Opinion: Schadenfreude and the UNRWA scandal

Pierre Krahenbuhl, UNRWA commissioner-general, speaks at a press conference in Amman, Jordan, Aug. 30, 2018. (AP/Raad Adayleh)

UNRWA Commissioner-General Pierre Krähenbühl collected money for business-class trips with his mistress, whom he fast-tracked into a role he invented for her so that she could accompany him around the world in style.

By Ruthie Blum, JNS

Revelations of rampant wrongdoing in the corridors of the United Nations Relief Works Agency for Palestine Refugees (UNRWA) couldn’t have shamed a more worthy organization. Though normally it’s not nice to gloat over the misfortunes of others, the schadenfreude elicited by the news of inappropriate behavior going on behind the walls of this particularly vile organization was warranted.

Oddly, the damning internal UNRWA report dealing with the corrupt and abusive behavior of senior staff was exposed on Monday by Al Jazeera and AFP—media outlets that bemoaned the Trump administration’s cut in funding to the body whose mandate is to “provide relief, human development and protection services” to the Palestinians in Judea, Samaria and Gaza. You know, those Arabs who were displaced in 1948 as a result of the Arab assault on the Jewish state, otherwise known as Israel’s War of Independence.

Of course, only members of the far-left continue to harbor and spread the illusion that UNRWA is anything but what U.S. President Donald Trump called an “irredeemably flawed operation,” whose sole purpose has been to perpetuate a manufactured “Palestinian refugee crisis.”

As a side gig, the U.N. body that placed Palestinians in a fraudulent category all their own—one that enables them to remain “refugees” for generations, rather than helping them resettle quickly—also abets terrorists. It does this technically, by allowing Fatah, Hamas and Islamic Jihad to stockpile weapons in and under its schools, and ideologically, through revisionist textbooks and other methods that teach Palestinian children to hate and aspire to kill Jews.

Naturally, UNRWA always denies that its entire existence is based on a false premise. It is equally indignant about being accused of ties to terrorism. So, every time an UNRWA schoolteacher is caught posting violent anti-Semitic comments and cartoons on his or her Facebook page—a frequent occurrence over the years—the agency claims that the phenomenon is an aberration and vows to root it out by reprimanding or firing the perpetrators.

Yes, if there’s one thing that can be learned from UNRWA educators, it’s how to get away with murder from a high-horse perch.

Which brings us to the activities that have been taking place not in the squalor of UNRWA refugee camps, but rather in air-conditioned offices and hotels abroad.

According to Al Jazeera and AFP, the explosive report, which was sent in December to U.N. Secretary-General António Guterres, accuses UNRWA Commissioner-General Pierre Krähenbühl and other agency officials of engaging in “sexual misconduct, nepotism, retaliation, discrimination and other abuses of authority, for personal gain, to suppress legitimate dissent, and to otherwise achieve their personal objectives.”

These allegations are under investigation by the United Nations.

How Krähenbühl got caught

True to two-faced form, UNRWA says that it can’t respond to any questions about its conduct as long as the probe is underway. Luckily for Krähenbühl and his cronies, the United Nations—itself a money-guzzling, anti-Israel hornet’s nest—has been taking its sweet time to complete the task. Undoubtedly, the end result will be a few rolling heads and a return to business as usual. Well, almost. Thanks to Trump, UNRWA is strapped for cash, after all.

Which is one of the reasons that Krähenbühl got caught at his game.

Arranging a private fundraising campaign outside of U.N. purview, the UNRWA chief apparently went around crying poor and collecting money for business-class trips with his mistress, whom he fast-tracked into a role he invented for her in 2015—that of his “senior adviser”—so that she could accompany him around the world in style. And all behind his wife’s back.

This makes his “Open Letter to Palestine Refugees and UNRWA,” published in September 2018—a mere three months before Guterres received the report on UNRWA’s ethical violations—especially jaw-dropping.

In the letter, Krähenbühl wrote, in part: “ … The responsibility for the protracted nature of the Palestine refugee-hood, the growing number of refugees and the growth in needs, lies squarely with the parties and in the international community’s lack of will or utter inability to bring about a negotiated and peaceful resolution of the conflict between Israel and Palestine. The attempt to make UNRWA somehow responsible for perpetuating the crisis is disingenuous at best. … Our commitment to accountability, strict and sound financial discipline, to setting priorities and acting decisively when the Agency’s neutrality is challenged, are matters of public record. In 2018, UNRWA introduced stringent management measures as its own necessary contribution to overcoming the financial crisis.”

Nothing short of shutting down UNRWA will be satisfactory since its very existence is a criminal scam. But the likelihood of its closure in the near future is slim to zero.

In the meantime, let us take some comfort in the agency’s well-earned public humiliation.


The entries below should be set down again exactly, with every picture left out.

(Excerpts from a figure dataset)
----

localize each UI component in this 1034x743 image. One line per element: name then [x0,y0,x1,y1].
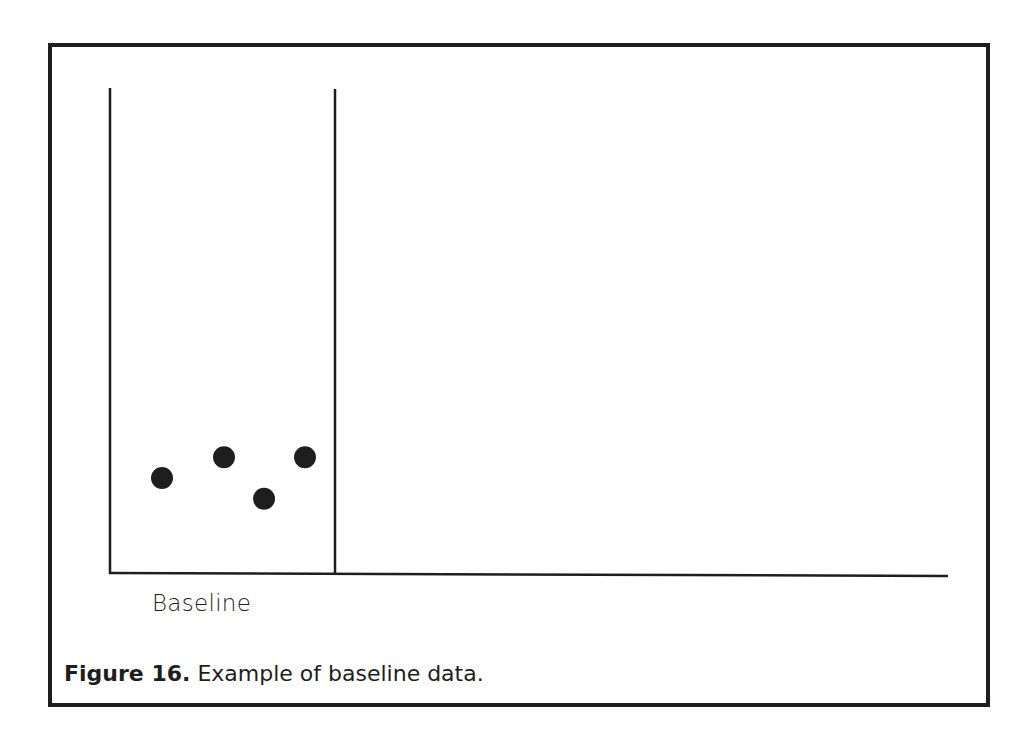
data-point [151,467,173,489]
x-axis [109,573,948,576]
phase-label-baseline: Baseline [152,590,251,616]
figure-caption: Figure 16. Example of baseline data. [64,661,484,686]
baseline-chart [0,0,1034,743]
data-point [253,488,275,510]
caption-text: Example of baseline data. [190,661,483,686]
caption-label: Figure 16. [64,661,190,686]
data-point [213,446,235,468]
data-points [151,446,316,510]
data-point [294,446,316,468]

----

Result below |
localize each UI component in this 1034x743 image. One line per element: name then [x0,y0,x1,y1].
data-point [151,467,173,489]
x-axis [109,573,948,576]
phase-label-baseline: Baseline [152,590,251,616]
figure-caption: Figure 16. Example of baseline data. [64,661,484,686]
baseline-chart [0,0,1034,743]
data-point [253,488,275,510]
caption-text: Example of baseline data. [190,661,483,686]
caption-label: Figure 16. [64,661,190,686]
data-point [213,446,235,468]
data-points [151,446,316,510]
data-point [294,446,316,468]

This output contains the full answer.